Writing about one's experience of dealing with cancer may help change the cancer patient's outlook, improving his or her quality of life.
Expressive writing refers to writing about one's deepest thoughts and feelings about life's experiences. Studies have shown that this practice can benefit people with health conditions such as asthma, arthritis, and pelvic pain. The benefits, in some studies, have included physical ones, like reduced pain and improved immune function. However, past studies of expressive writing for cancer patients have been done in controlled, lab settings.

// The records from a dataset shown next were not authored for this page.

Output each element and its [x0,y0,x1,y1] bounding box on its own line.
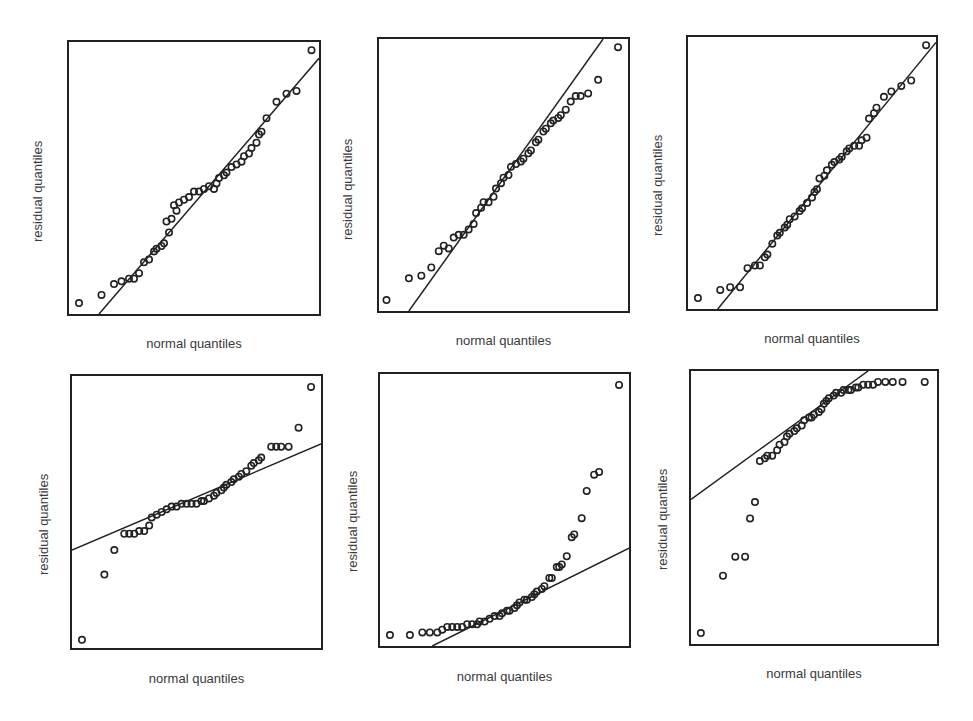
qq-plot-5 [380,374,629,646]
y-axis-label-6: residual quantiles [655,469,670,570]
data-point [698,630,704,636]
x-axis-label-3: normal quantiles [686,331,938,346]
data-point [747,515,753,521]
data-point [564,553,570,559]
y-axis-label-2: residual quantiles [340,139,355,240]
data-point [890,379,896,385]
data-point [881,94,887,100]
qq-plot-6 [691,371,937,644]
data-point [293,88,299,94]
data-point [727,284,733,290]
data-point [583,488,589,494]
data-point [387,632,393,638]
data-point [899,379,905,385]
y-axis-label-5: residual quantiles [345,471,360,572]
data-point [248,145,254,151]
data-point [418,272,424,278]
y-axis-label-3: residual quantiles [650,135,665,236]
x-axis-label-5: normal quantiles [378,669,631,684]
reference-line [72,444,321,550]
data-point [118,278,124,284]
data-point [695,295,701,301]
reference-line [432,548,629,646]
data-point [824,167,830,173]
qq-plot-2 [379,39,628,311]
data-point [595,77,601,83]
data-point [615,44,621,50]
data-point [428,264,434,270]
data-point [744,265,750,271]
x-axis-label-1: normal quantiles [67,336,321,351]
data-point [146,522,152,528]
data-point [616,382,622,388]
data-point [253,139,259,145]
data-point [308,384,314,390]
qq-plot-1 [69,42,319,314]
data-point [717,287,723,293]
data-point [585,90,591,96]
data-point [295,424,301,430]
data-point [427,629,433,635]
data-point [76,300,82,306]
plot-area-3 [686,35,938,311]
data-point [752,499,758,505]
data-point [882,379,888,385]
y-axis-label-4: residual quantiles [36,474,51,575]
plot-area-6 [689,369,939,646]
data-point [136,270,142,276]
data-point [742,553,748,559]
data-point [407,632,413,638]
qq-plot-3 [688,37,936,309]
y-axis-label-1: residual quantiles [30,141,45,242]
data-point [873,105,879,111]
plot-area-5 [378,372,631,648]
data-point [737,284,743,290]
data-point [436,248,442,254]
data-point [308,47,314,53]
x-axis-label-6: normal quantiles [689,666,939,681]
plot-area-2 [377,37,630,313]
data-point [406,275,412,281]
data-point [563,107,569,113]
data-point [578,515,584,521]
data-point [568,98,574,104]
data-point [908,77,914,83]
data-point [98,292,104,298]
data-point [866,115,872,121]
x-axis-label-2: normal quantiles [377,333,630,348]
data-point [111,547,117,553]
data-point [101,571,107,577]
data-point [888,88,894,94]
data-point [111,281,117,287]
data-point [383,297,389,303]
data-point [79,637,85,643]
plot-area-4 [70,374,323,650]
x-axis-label-4: normal quantiles [70,671,323,686]
plot-area-1 [67,40,321,316]
data-point [923,42,929,48]
data-point [720,573,726,579]
data-point [419,629,425,635]
data-point [922,379,928,385]
qq-plot-4 [72,376,321,648]
data-point [273,99,279,105]
data-point [285,444,291,450]
data-point [732,553,738,559]
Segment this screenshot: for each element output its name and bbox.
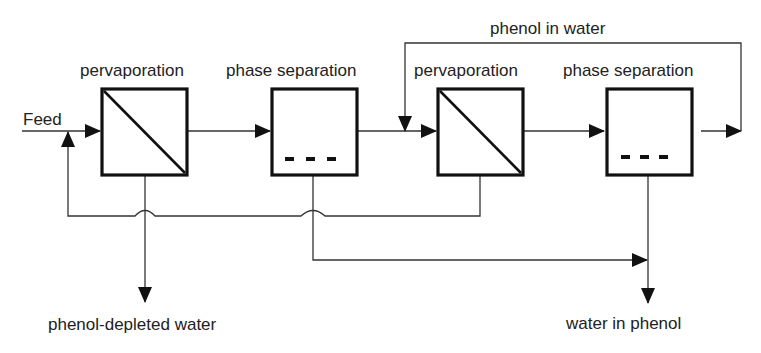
phase-interface-icon bbox=[285, 157, 294, 161]
recycle-label: phenol in water bbox=[490, 20, 605, 37]
phase-separation-unit-2 bbox=[607, 89, 692, 175]
phase-interface-icon bbox=[621, 155, 630, 159]
phase-separation-unit-1 bbox=[272, 89, 357, 175]
unit-label-pv2: pervaporation bbox=[414, 62, 518, 79]
process-flow-diagram bbox=[0, 0, 761, 353]
unit-label-ps1: phase separation bbox=[226, 62, 356, 79]
product-label-right: water in phenol bbox=[566, 315, 681, 332]
unit-label-pv1: pervaporation bbox=[80, 62, 184, 79]
product-label-left: phenol-depleted water bbox=[48, 316, 216, 333]
feed-label: Feed bbox=[23, 111, 62, 128]
unit-label-ps2: phase separation bbox=[563, 62, 693, 79]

To better understand how expressive writing benefits cancer patients, researchers in America brought their writing programme into a busy cancer clinic, and asked patients on the spot, as they sat in the waiting room, if they would participate in a 20-minute writing session. Of 98 patients, 71 agreed. The writing exercise prompted patients to write either about the issues in life that were most important to them or, more specifically, how having cancer had changed them. In a survey taken immediately afterward, half of the patients said that the writing experience had changed the way they thought about their disease. Three weeks later, 54 per cent people felt that way. Moreover, patients who reported such changes tended to score higher on a standard measure of quality of life than they did before the writing exercise.
The positive change in attitude of patients suffering from chronic health conditions could be because they are allowed to process their thoughts and emotions through writing, which produces both psychological and physiological changes. However, there are likely a number of reasons why expressive writing has benefits.
The findings indicate that a single, brief writing exercise can change a cancer patient's outlook, improving his or her quality of life. Thus, expressive writing offers a simple, effective, and low-cost tool to help cancer patients cope, and should be practiced more often.